Saturday, July 29, 2023

Seven books about daughters grieving their fathers

Kristina Busch is a lesbian writer living in Minnesota. She is an intern at Electric Literature, a prose editor for the Lumiere Review, and a staff editor at HerStry. She holds a BA in English from the University of Minnesota – Twin Cities.

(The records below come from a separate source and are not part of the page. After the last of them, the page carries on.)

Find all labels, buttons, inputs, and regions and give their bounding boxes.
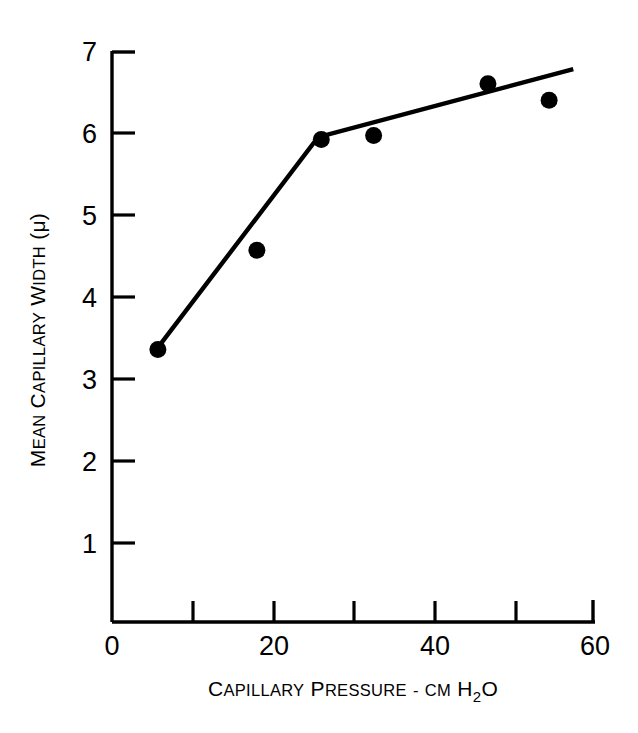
x-axis-title: CAPILLARY PRESSURE - CM H2O [208,677,498,705]
x-title-r1: APILLARY [223,681,304,699]
y-title-c2: C [26,393,49,408]
y-tick-label-5: 5 [82,201,97,231]
y-tick-label-7: 7 [82,37,97,67]
y-tick-label-2: 2 [82,447,97,477]
x-title-r2: RESSURE [325,681,407,699]
x-title-unit-prefix: CM [425,681,451,699]
y-axis-title: MEAN CAPILLARY WIDTH (μ) [26,213,49,467]
data-point-6 [541,92,558,109]
data-point-2 [248,242,265,259]
x-title-unit-subscript: 2 [473,688,482,705]
figure-container: 7 6 5 4 3 2 1 0 20 40 60 CAPI [0,0,638,733]
x-title-unit-h: H [457,677,472,700]
y-tick-label-1: 1 [82,529,97,559]
x-tick-label-60: 60 [580,631,610,661]
y-tick-label-6: 6 [82,119,97,149]
y-title-c3: W [26,286,49,306]
y-title-r3: IDTH [30,246,48,286]
x-tick-label-20: 20 [259,631,289,661]
x-title-unit-o: O [481,677,498,700]
x-axis-ticks [193,601,516,622]
y-tick-label-4: 4 [82,283,97,313]
x-axis-tick-labels: 0 20 40 60 [104,631,610,661]
x-tick-label-0: 0 [104,631,119,661]
x-tick-label-40: 40 [420,631,450,661]
y-title-c1: M [26,449,49,467]
capillary-scatter-chart: 7 6 5 4 3 2 1 0 20 40 60 CAPI [0,0,638,733]
data-point-5 [479,75,496,92]
y-title-unit: (μ) [26,213,49,240]
y-title-r1: EAN [30,415,48,450]
data-point-4 [365,127,382,144]
y-axis-tick-labels: 7 6 5 4 3 2 1 [82,37,97,559]
y-title-r2: APILLARY [30,312,48,393]
data-point-1 [149,341,166,358]
data-point-3 [313,131,330,148]
x-title-c1: C [208,677,223,700]
y-axis-ticks [112,133,135,543]
x-title-c2: P [311,677,325,700]
y-tick-label-3: 3 [82,365,97,395]
fitted-trend-line [157,69,573,349]
data-point-series [149,75,557,358]
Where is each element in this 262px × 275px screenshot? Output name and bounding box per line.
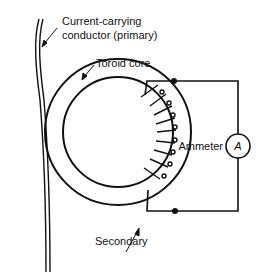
bottom-terminal-dot [172,208,178,214]
core-label: Toroid core [96,57,150,69]
primary-conductor [36,19,50,272]
secondary-winding [141,85,177,179]
primary-label-line2: conductor (primary) [62,29,157,41]
ammeter-symbol: A [233,140,241,152]
current-transformer-diagram: A Ammeter Current-carrying conductor (pr… [0,0,262,275]
ammeter-label: Ammeter [178,140,223,152]
primary-label-line1: Current-carrying [62,15,141,27]
ammeter: A [226,134,250,158]
top-terminal-dot [171,78,177,84]
secondary-label: Secondary [95,235,148,247]
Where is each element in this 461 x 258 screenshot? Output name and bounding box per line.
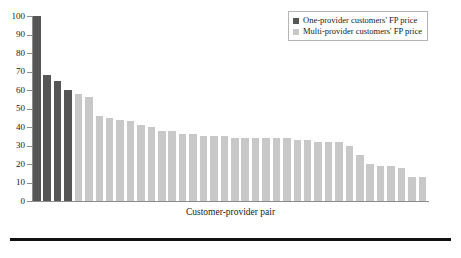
bar (75, 94, 83, 201)
bar (148, 127, 156, 201)
bar (33, 16, 41, 201)
bar-series (33, 16, 429, 201)
bar (408, 177, 416, 201)
bar (137, 125, 145, 201)
bar (314, 142, 322, 201)
y-axis-tick (27, 72, 32, 73)
bar (106, 118, 114, 201)
bar (262, 138, 270, 201)
y-axis-tick-label: 90 (1, 30, 25, 39)
y-axis-tick-label: 60 (1, 86, 25, 95)
bar (43, 75, 51, 201)
y-axis-tick (27, 16, 32, 17)
bottom-rule-divider (10, 238, 451, 241)
y-axis-tick (27, 127, 32, 128)
y-axis-tick (27, 201, 32, 202)
bar (168, 131, 176, 201)
x-axis-line (32, 201, 429, 202)
y-axis-tick-label: 70 (1, 67, 25, 76)
bar (398, 168, 406, 201)
x-axis-title: Customer-provider pair (0, 206, 461, 218)
y-axis-tick-label: 30 (1, 141, 25, 150)
chart-legend: One-provider customers' FP price Multi-p… (288, 11, 428, 41)
bar (252, 138, 260, 201)
bar (241, 138, 249, 201)
bar (221, 136, 229, 201)
legend-swatch-icon (293, 18, 299, 24)
bar (419, 177, 427, 201)
y-axis-tick (27, 35, 32, 36)
bar (127, 121, 135, 201)
bar (200, 136, 208, 201)
bar (273, 138, 281, 201)
bar (158, 131, 166, 201)
bar (96, 116, 104, 201)
y-axis-tick-label: 100 (1, 12, 25, 21)
bar (189, 134, 197, 201)
bar (387, 166, 395, 201)
bar (356, 155, 364, 201)
legend-item-one-provider: One-provider customers' FP price (293, 15, 422, 26)
y-axis-tick-label: 50 (1, 104, 25, 113)
y-axis-tick-label: 80 (1, 49, 25, 58)
bar (54, 81, 62, 201)
y-axis-labels: 0102030405060708090100 (0, 0, 25, 258)
bar (346, 146, 354, 202)
bar (64, 90, 72, 201)
bar (210, 136, 218, 201)
y-axis-tick-label: 0 (1, 197, 25, 206)
y-axis-tick-label: 20 (1, 160, 25, 169)
legend-label: One-provider customers' FP price (303, 15, 417, 26)
chart-figure: 0102030405060708090100 Customer-provider… (0, 0, 461, 258)
bar (294, 140, 302, 201)
y-axis-tick (27, 183, 32, 184)
y-axis-tick (27, 53, 32, 54)
bar (231, 138, 239, 201)
y-axis-tick (27, 146, 32, 147)
legend-item-multi-provider: Multi-provider customers' FP price (293, 26, 422, 37)
bar (377, 166, 385, 201)
bar (366, 164, 374, 201)
bar (304, 140, 312, 201)
y-axis-tick-label: 40 (1, 123, 25, 132)
bar (179, 134, 187, 201)
legend-swatch-icon (293, 29, 299, 35)
bar (116, 120, 124, 201)
y-axis-tick (27, 90, 32, 91)
y-axis-tick (27, 164, 32, 165)
y-axis-tick (27, 109, 32, 110)
bar (283, 138, 291, 201)
legend-label: Multi-provider customers' FP price (303, 26, 422, 37)
bar (85, 97, 93, 201)
bar (335, 142, 343, 201)
y-axis-tick-label: 10 (1, 178, 25, 187)
bar (325, 142, 333, 201)
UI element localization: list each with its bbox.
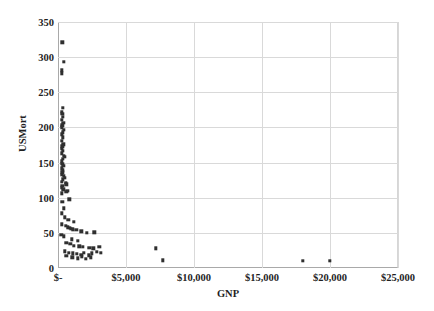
data-point (328, 259, 331, 262)
data-point (301, 259, 304, 262)
data-point (85, 231, 88, 234)
y-tick-label: 0 (2, 263, 54, 274)
x-axis-title: GNP (58, 288, 398, 299)
data-point (98, 245, 101, 248)
y-tick-label: 300 (2, 52, 54, 63)
gridline-horizontal (58, 127, 398, 128)
gridline-vertical (126, 22, 127, 268)
plot-area (58, 22, 398, 268)
data-point (99, 251, 102, 254)
y-tick-label: 150 (2, 157, 54, 168)
y-tick-label: 50 (2, 227, 54, 238)
data-point (62, 60, 65, 63)
gridline-horizontal (58, 163, 398, 164)
data-point (75, 228, 78, 231)
x-tick-label: $- (54, 272, 63, 283)
data-point (161, 259, 164, 262)
data-point (72, 244, 75, 247)
data-point (72, 220, 75, 223)
y-axis-title: USMort (17, 94, 28, 174)
x-axis-tick-labels: $-$5,000$10,000$15,000$20,000$25,000 (58, 272, 398, 288)
gridline-horizontal (58, 233, 398, 234)
data-point (81, 245, 84, 248)
data-point (75, 252, 78, 255)
y-tick-label: 100 (2, 192, 54, 203)
data-point (93, 230, 96, 233)
x-tick-label: $5,000 (112, 272, 141, 283)
y-tick-label: 350 (2, 17, 54, 28)
data-point (62, 207, 65, 210)
data-point (70, 237, 73, 240)
data-point (79, 230, 82, 233)
data-point (60, 192, 63, 195)
data-point (61, 200, 64, 203)
gridline-vertical (398, 22, 399, 268)
data-point (67, 218, 70, 221)
x-tick-label: $10,000 (177, 272, 211, 283)
data-point (154, 247, 157, 250)
data-point (67, 197, 70, 200)
y-tick-label: 200 (2, 122, 54, 133)
data-point (61, 106, 64, 109)
data-point (64, 190, 67, 193)
plot-frame (58, 22, 398, 268)
x-tick-label: $25,000 (381, 272, 415, 283)
y-tick-label: 250 (2, 87, 54, 98)
data-point (84, 257, 87, 260)
data-point (76, 239, 79, 242)
gridline-horizontal (58, 22, 398, 23)
data-point (65, 254, 68, 257)
data-point (89, 256, 92, 259)
data-point (95, 250, 98, 253)
data-point (80, 255, 83, 258)
x-tick-label: $15,000 (245, 272, 279, 283)
x-tick-label: $20,000 (313, 272, 347, 283)
data-point (62, 235, 65, 238)
data-point (65, 183, 68, 186)
data-point (76, 256, 79, 259)
data-point (60, 211, 63, 214)
gridline-vertical (330, 22, 331, 268)
gridline-horizontal (58, 198, 398, 199)
data-point (90, 252, 93, 255)
gridline-vertical (194, 22, 195, 268)
scatter-chart: 050100150200250300350 $-$5,000$10,000$15… (0, 0, 434, 311)
data-point (61, 41, 64, 44)
gridline-vertical (262, 22, 263, 268)
data-point (71, 256, 74, 259)
data-point (60, 72, 63, 75)
data-point (82, 251, 85, 254)
data-point (88, 246, 91, 249)
gridline-horizontal (58, 57, 398, 58)
gridline-horizontal (58, 92, 398, 93)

At Electric Lit Busch tagged "seven books [that] portray the fragile and complex relationships between fathers and daughters, and the shock as that bond is forever severed," including:
H Is for Hawk by Helen MacDonald

After the death of her photojournalist father, MacDonald makes a shift in her life and decides to train a young goshawk, a wildly misunderstood species of bird that faced near extinction hundreds of years ago. As she revisits T.H. White’s misguided 1951 book The Goshawk, MacDonald sees her own experience mirroring the author’s: the fear of making a vital mistake and risk the hawk loathing you, the projection of the child-self as the headstrong hawk and the adult-self as its empathetic and patient teacher. In this gripping, unflinching love letter to birds and falconry, MacDonald writes, “Some deep part of me was trying to rebuild itself, and its model was right there on my fist. The hawk was everything I wanted to be: solidarity, self-possessed, free from grief, and numb to the hurts of human life. I was turning into a hawk.”
Read about another entry on the list.

H Is for Hawk is among Raynor Winn's nine top nature memoirs, Lit Hub's ten best memoirs of the decade, Sigrid Nunez's six favorite books that feature animals, Sam Miller's top ten books about fathers, Barack Obama's summer 2016 reading list, Jeffrey Lent's top ten books about justice and redemption, and Alex Hourston’s ten top unlikely friendships in literature.